PepsiCo is also developing a 1.2-million-square-foot Pepsi bottling plant south of the Coca-Cola plant, near the intersection of East 72nd Avenue and Argonne.

PepsiCo’s facility is expected to open this summer.

The West Approach district, where a cellphone lot and Phillips 66 gas station are located, will also begin to see more retail development, with plans for another large gas station, a restaurant, a coffee shop with a rooftop deck and additional cellphone lots and ride-share parking services.

“There aren’t a lot of places, candidly, that you can take a look at 16,000 acres and say, you know, how can we build an aerotropolis, or a city around an airport? It’s a phenomenal opportunity for our region to do in the right way,” Cope said.

“We want to make sure that what happens on our land is compatible and also a benefit to the region. You know, we are a public agency, and we have a duty to make sure that we are providing a public benefit, and so we don’t take that lightly.”

The need of an ‘airport city’

Before Denver was home to one of the busiest airports in the U.S., it had Stapleton International Airport, a 4,700-acre site bordered by Quebec Street, Montview Boulevard, Peoria Street and 56th Avenue.

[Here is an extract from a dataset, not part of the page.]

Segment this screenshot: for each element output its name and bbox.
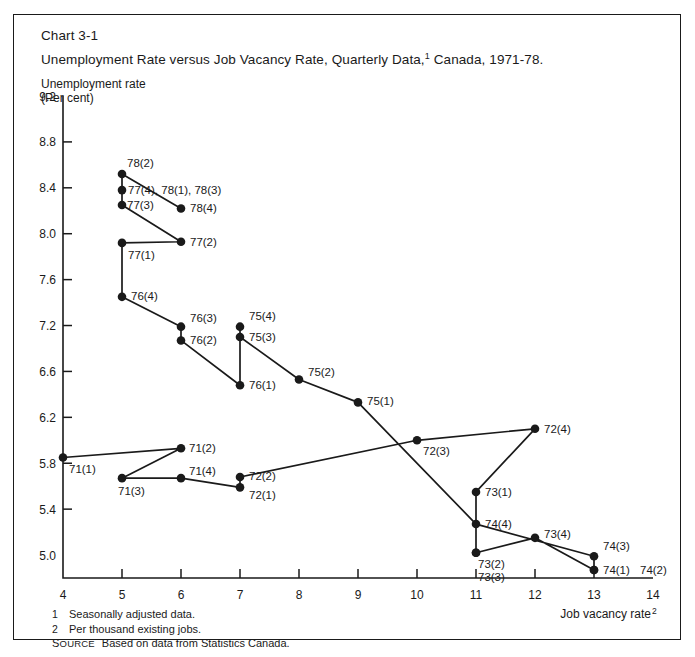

Originally starting as a small airfield, it became the city’s main airport in 1929. However, by the late 1980s, the airport had become too small and outdated to meet Denver’s expanding aviation needs, according to Bill Aiken, deputy director of the Community & Economic Development Department at Adams County.

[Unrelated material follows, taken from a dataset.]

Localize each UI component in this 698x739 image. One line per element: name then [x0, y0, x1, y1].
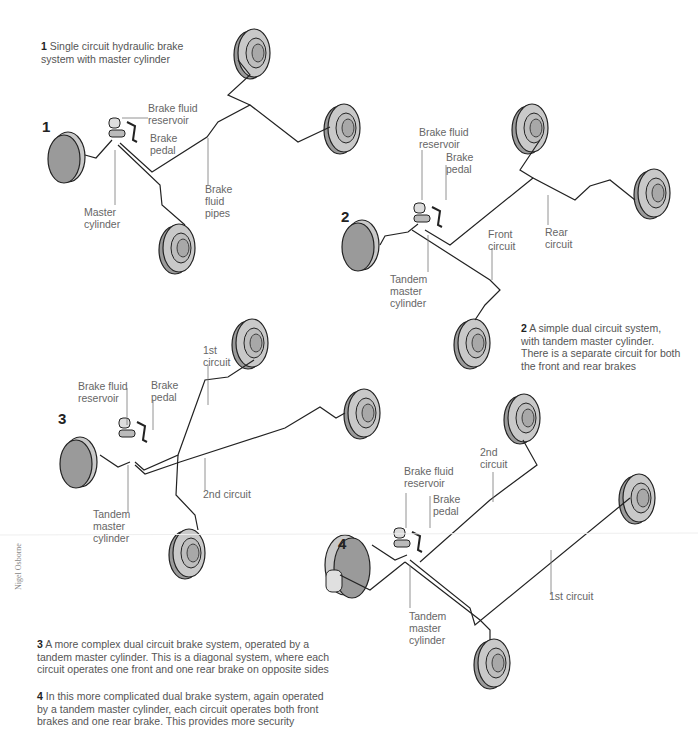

“If you look at where the Denver airport was, and before it moved to its current location, it was completely boxed in. It was surrounded,” he said.

“There was no opportunity for expansion.”

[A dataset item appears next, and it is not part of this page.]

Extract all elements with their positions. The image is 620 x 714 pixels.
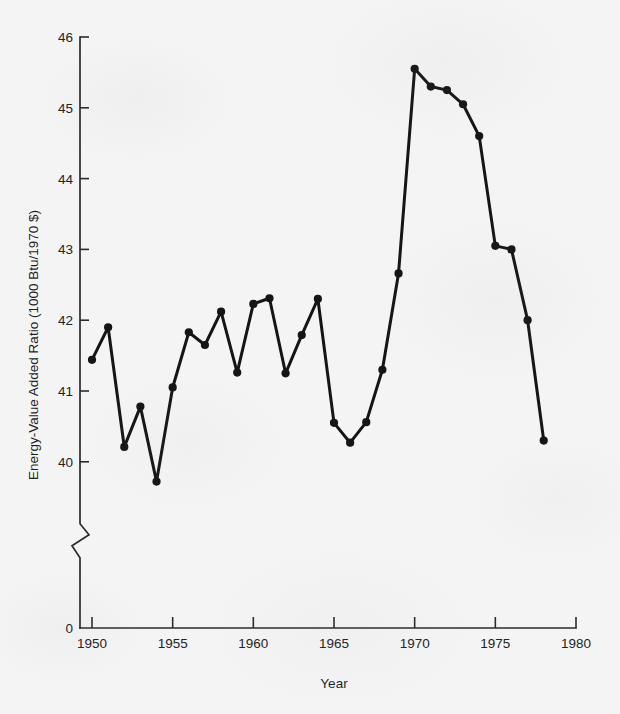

Besides the inability to expand, Stapleton faced problems like delays, traffic jams, inadequate runways and concerns about aircraft noise from residents in nearby neighborhoods.

DIA opened in February 1995, driven by the efforts of former Denver Mayors Federico Peña and Wellington Webb.

Stapleton airport was decommissioned that same year. Today, the area is still being redeveloped into a residential development with retail, office, industrial and warehouse distribution space.

With the concept of a “Colorado Aerotropolis” officially announced last year, plans are moving along. DIA is at the center of the Colorado Aerotropolis, but the area of impact extends well beyond the airport and its borders. The aerotropolis project website states the future city is an ideal location for organizations that need immediate access to global transport networks and supply chains, including proximity to the airport.

Aiken shared that his team is currently working through a process to help with a groundbreaking in unincorporated Adams County for a large Fortune 500 company. Because of confidentiality, he was unable to share information about the specific location or the user at this time.

Another key focus in development in the area is finding opportunities in existing infrastructure, such as roads, site access and the availability of power, water and sewer connections, Aiken said.

“One of the big initiatives that we’ve been working on internally with staff is a strategy to start to do our land use coordination in the same room together in this area,” he said.

“So, that we’re not planning sewer lines that maybe someone else is unaware of or maybe planning on a duplicative type of sewer line or other utility or infrastructure.”

However, areas where there is no existing infrastructure and no access are decades away from seeing any development, Aiken said.